Ransom is not penal. It's not a penalty imposed on by a judge in court. It's something extorted by a kidnapper!

Substitution is not penal. It just means "instead of", as, for example, the use of an understudy in a play or replacement in a game of football. It's only penal substitution when the suffix 'penal' is applied.

Exactly.

And, again: both ransom and PSA suggest that sin is costly. It cannot simply be waved away, it has consequences. And both ransom and PSA suggest that Jesus paid that price-- for us. But they differ, among other things, in who that price is paid to (the "direction" or impact of the atonement). And that difference is very very significant, because the two theories present very very different views of God's disposition toward sinners:

1. ransom: God is a rescuer who frees us from our (to some degree self-imposed) bondage to the enemy through our traitorous sin. God's primary disposition towards us is one of compassion and grief for the deep destructive consequences of sin.
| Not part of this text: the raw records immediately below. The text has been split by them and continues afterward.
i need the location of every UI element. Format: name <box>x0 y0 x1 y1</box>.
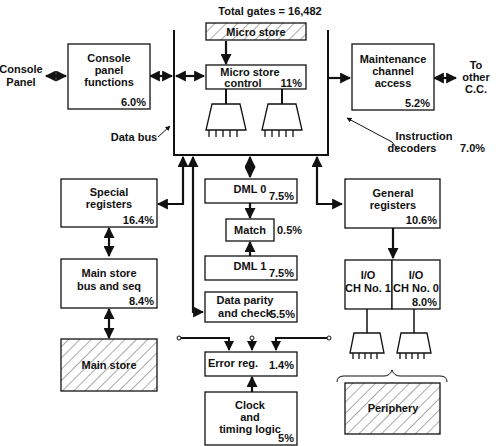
instruction-decoders-label-2: decoders <box>388 142 437 154</box>
block-label: Clock <box>235 399 266 411</box>
block-label: Main store <box>81 359 136 371</box>
block-label: Periphery <box>368 402 420 414</box>
block-label: registers <box>370 199 416 211</box>
to-other-cc-label-3: C.C. <box>465 83 487 95</box>
block-pct: 11% <box>281 77 303 89</box>
block-label: access <box>375 77 412 89</box>
block-pct: 8.4% <box>129 295 154 307</box>
block-label: timing logic <box>219 423 281 435</box>
block-label: CH No. 0 <box>393 282 439 294</box>
block-label: registers <box>86 198 132 210</box>
console-panel-label-2: Panel <box>6 76 35 88</box>
block-label: CH No. 1 <box>345 282 391 294</box>
to-other-cc-label: To <box>470 59 483 71</box>
block-label: Special <box>90 186 129 198</box>
block-pct: 7.5% <box>269 190 294 202</box>
block-label: DML 0 <box>234 183 267 195</box>
to-other-cc-label-2: other <box>462 71 490 83</box>
data-bus-label: Data bus <box>111 131 157 143</box>
block-label: DML 1 <box>234 260 267 272</box>
block-pct: 5.2% <box>405 97 430 109</box>
block-label: control <box>224 77 261 89</box>
block-label: Micro store <box>226 26 285 38</box>
instruction-decoders-pct: 7.0% <box>460 142 485 154</box>
block-label: channel <box>372 65 414 77</box>
block-pct: 5% <box>278 432 294 444</box>
block-pct: 16.4% <box>123 214 154 226</box>
block-label: panel <box>95 64 124 76</box>
block-label: bus and seq <box>77 280 141 292</box>
block-label: Match <box>234 224 266 236</box>
block-label: Main store <box>81 267 136 279</box>
block-label: Data parity <box>217 294 275 306</box>
block-label: functions <box>84 76 134 88</box>
block-label: Console <box>87 52 130 64</box>
total-gates-title: Total gates = 16,482 <box>218 5 321 17</box>
console-panel-label: Console <box>0 63 43 75</box>
block-label: and <box>240 411 260 423</box>
block-label: Maintenance <box>360 53 427 65</box>
block-label: I/O <box>361 269 376 281</box>
block-label: Error reg. <box>208 357 258 369</box>
block-pct: 10.6% <box>406 214 437 226</box>
block-pct: 0.5% <box>277 224 302 236</box>
block-label: and check <box>218 307 273 319</box>
block-pct: 7.5% <box>269 267 294 279</box>
block-pct: 6.0% <box>121 96 146 108</box>
block-label: I/O <box>409 269 424 281</box>
block-pct: 8.0% <box>412 296 437 308</box>
instruction-decoders-label: Instruction <box>396 130 453 142</box>
block-label: General <box>373 187 414 199</box>
block-pct: 1.4% <box>269 359 294 371</box>
block-pct: 5.5% <box>270 308 295 320</box>
block-diagram: Total gates = 16,482 Console Panel To ot… <box>0 0 496 446</box>
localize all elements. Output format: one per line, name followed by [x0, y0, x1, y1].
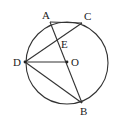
point-d-dot — [24, 61, 27, 64]
label-c: C — [84, 10, 91, 22]
label-a: A — [42, 9, 50, 21]
label-b: B — [80, 105, 87, 117]
segment-ac — [50, 22, 82, 23]
label-e: E — [61, 38, 68, 50]
label-d: D — [13, 56, 21, 68]
point-o-dot — [66, 61, 69, 64]
label-o: O — [71, 56, 79, 68]
geometry-diagram: A C E D O B — [0, 0, 116, 119]
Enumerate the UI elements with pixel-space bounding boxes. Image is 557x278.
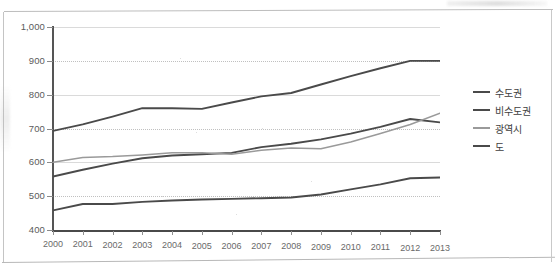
- x-tick-2010: [351, 231, 352, 235]
- y-tick-500: [47, 196, 53, 197]
- x-tick-2002: [113, 231, 114, 235]
- x-tick-2005: [202, 231, 203, 235]
- series-line-2: [53, 113, 440, 162]
- y-tick-700: [47, 129, 53, 130]
- legend-item-1[interactable]: 비수도권: [473, 102, 553, 118]
- legend-swatch-icon-2: [473, 127, 490, 129]
- series-line-0: [53, 61, 440, 131]
- y-tick-900: [47, 61, 53, 62]
- y-tick-label-700: 700: [29, 123, 45, 134]
- y-tick-label-1000: 1,000: [21, 21, 45, 32]
- series-lines: [53, 27, 440, 230]
- x-tick-2012: [410, 231, 411, 235]
- legend-label-0: 수도권: [495, 85, 522, 100]
- legend-swatch-icon-0: [473, 91, 490, 93]
- y-tick-label-800: 800: [29, 89, 45, 100]
- series-line-3: [53, 178, 440, 211]
- x-tick-2009: [321, 231, 322, 235]
- legend-label-2: 광역시: [495, 121, 522, 136]
- x-tick-2006: [232, 231, 233, 235]
- y-tick-1000: [47, 27, 53, 28]
- y-tick-label-400: 400: [29, 224, 45, 235]
- y-tick-label-900: 900: [29, 55, 45, 66]
- x-tick-label-2013: 2013: [423, 243, 457, 253]
- y-tick-label-500: 500: [29, 190, 45, 201]
- legend-item-3[interactable]: 도: [473, 138, 553, 154]
- chart-legend: 수도권비수도권광역시도: [473, 84, 553, 156]
- line-chart: 4005006007008009001,000 2000200120022003…: [0, 0, 557, 278]
- legend-label-3: 도: [495, 139, 504, 154]
- x-tick-2004: [172, 231, 173, 235]
- y-axis-labels: 4005006007008009001,000: [0, 0, 45, 278]
- legend-item-0[interactable]: 수도권: [473, 84, 553, 100]
- x-tick-2001: [83, 231, 84, 235]
- legend-item-2[interactable]: 광역시: [473, 120, 553, 136]
- legend-swatch-icon-1: [473, 109, 490, 111]
- x-tick-2008: [291, 231, 292, 235]
- y-tick-400: [47, 230, 53, 231]
- y-tick-800: [47, 95, 53, 96]
- legend-swatch-icon-3: [473, 145, 490, 147]
- x-tick-2007: [261, 231, 262, 235]
- series-line-1: [53, 119, 440, 177]
- x-tick-2011: [380, 231, 381, 235]
- y-tick-600: [47, 162, 53, 163]
- x-tick-2013: [440, 231, 441, 235]
- x-tick-2000: [53, 231, 54, 235]
- legend-label-1: 비수도권: [495, 103, 531, 118]
- x-axis-line: [52, 230, 441, 232]
- x-tick-2003: [142, 231, 143, 235]
- y-tick-label-600: 600: [29, 156, 45, 167]
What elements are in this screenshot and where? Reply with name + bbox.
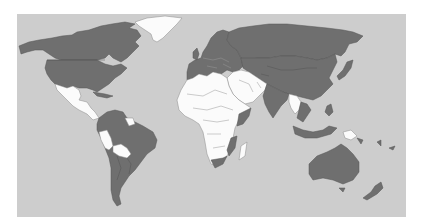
world-map (17, 14, 406, 217)
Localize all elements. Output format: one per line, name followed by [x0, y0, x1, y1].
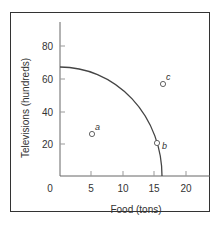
- point-c-label: c: [166, 72, 171, 82]
- x-tick-0: 0: [47, 183, 53, 194]
- x-tick-20: 20: [180, 183, 192, 194]
- y-tick-80: 80: [42, 41, 54, 52]
- y-tick-60: 60: [42, 74, 54, 85]
- point-a: [89, 131, 94, 136]
- x-tick-10: 10: [117, 183, 129, 194]
- y-axis-title: Televisions (hundreds): [20, 58, 31, 158]
- x-ticks: [91, 171, 186, 176]
- point-a-label: a: [95, 122, 100, 132]
- y-tick-40: 40: [42, 107, 54, 118]
- x-tick-5: 5: [88, 183, 94, 194]
- y-ticks: [60, 46, 65, 144]
- point-b-label: b: [162, 141, 167, 151]
- ppf-chart: 80 60 40 20 0 5 10 15 20 Food (tons) Tel…: [0, 0, 222, 232]
- ppf-curve: [60, 67, 162, 176]
- x-tick-15: 15: [148, 183, 160, 194]
- point-c: [160, 81, 165, 86]
- y-tick-20: 20: [42, 139, 54, 150]
- x-axis-title: Food (tons): [110, 204, 161, 215]
- point-b: [154, 140, 159, 145]
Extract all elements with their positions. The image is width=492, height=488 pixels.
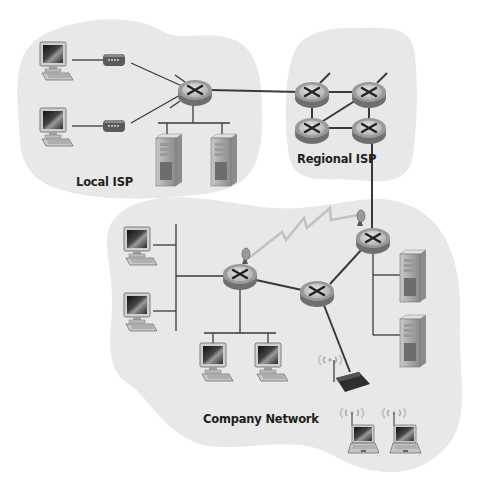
local-isp-router-icon[interactable] xyxy=(178,80,212,106)
company-router-1-icon[interactable] xyxy=(223,264,257,290)
local-server-2-icon[interactable] xyxy=(211,134,237,186)
company-router-2-icon[interactable] xyxy=(300,281,334,307)
company-network-label: Company Network xyxy=(203,412,319,426)
company-router-3-icon[interactable] xyxy=(356,228,390,254)
local-server-1-icon[interactable] xyxy=(156,134,182,186)
regional-router-3-icon[interactable] xyxy=(295,118,329,144)
regional-isp-label: Regional ISP xyxy=(297,152,376,166)
company-server-2-icon[interactable] xyxy=(400,315,426,367)
regional-router-1-icon[interactable] xyxy=(295,82,329,108)
company-server-1-icon[interactable] xyxy=(400,250,426,302)
local-modem-1-icon[interactable] xyxy=(103,54,125,66)
regional-router-4-icon[interactable] xyxy=(352,118,386,144)
local-modem-2-icon[interactable] xyxy=(103,120,125,132)
regional-router-2-icon[interactable] xyxy=(352,82,386,108)
local-isp-label: Local ISP xyxy=(76,175,133,189)
network-diagram: Local ISP Regional ISP Company Network xyxy=(0,0,492,488)
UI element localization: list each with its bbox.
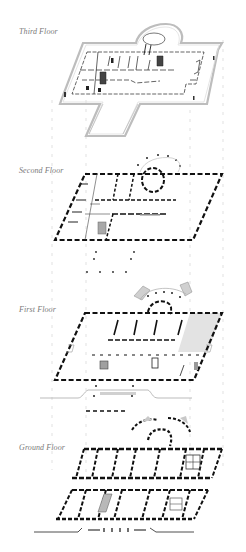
first-floor-plan <box>40 282 222 411</box>
exploded-axonometric-diagram: Third Floor Second Floor First Floor Gro… <box>0 0 246 552</box>
ground-floor-plan <box>34 416 222 532</box>
third-floor-plan <box>60 24 222 136</box>
vertical-guides <box>52 40 223 480</box>
second-floor-plan <box>55 154 222 273</box>
floor-plans-drawing <box>0 0 246 552</box>
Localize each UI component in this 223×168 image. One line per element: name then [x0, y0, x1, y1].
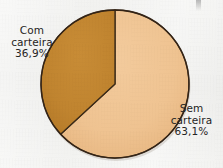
pie-label-sem-carteira-line1: Sem: [164, 103, 219, 115]
pie-label-sem-carteira-value: 63,1%: [164, 126, 219, 138]
pie-label-com-carteira: Com carteira 36,9%: [4, 25, 60, 60]
pie-label-com-carteira-value: 36,9%: [4, 48, 60, 60]
pie-label-sem-carteira: Sem carteira 63,1%: [164, 103, 219, 138]
pie-chart-figure: Com carteira 36,9% Sem carteira 63,1%: [0, 0, 223, 168]
pie-label-com-carteira-line1: Com: [4, 25, 60, 37]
2. PSA: God the Father is a stern judge who condemns us to death for our sin. Jesus the Son is a compassionate brother who pays the price for our sin. As mentioned before, this suggests a biforcation within the persons of the trinity: Jesus' disposition towards us is compassion, but the disposition of the Father towards us is one of wrath that must be appeased.

Those are two very, very different views of God. That's no small difference.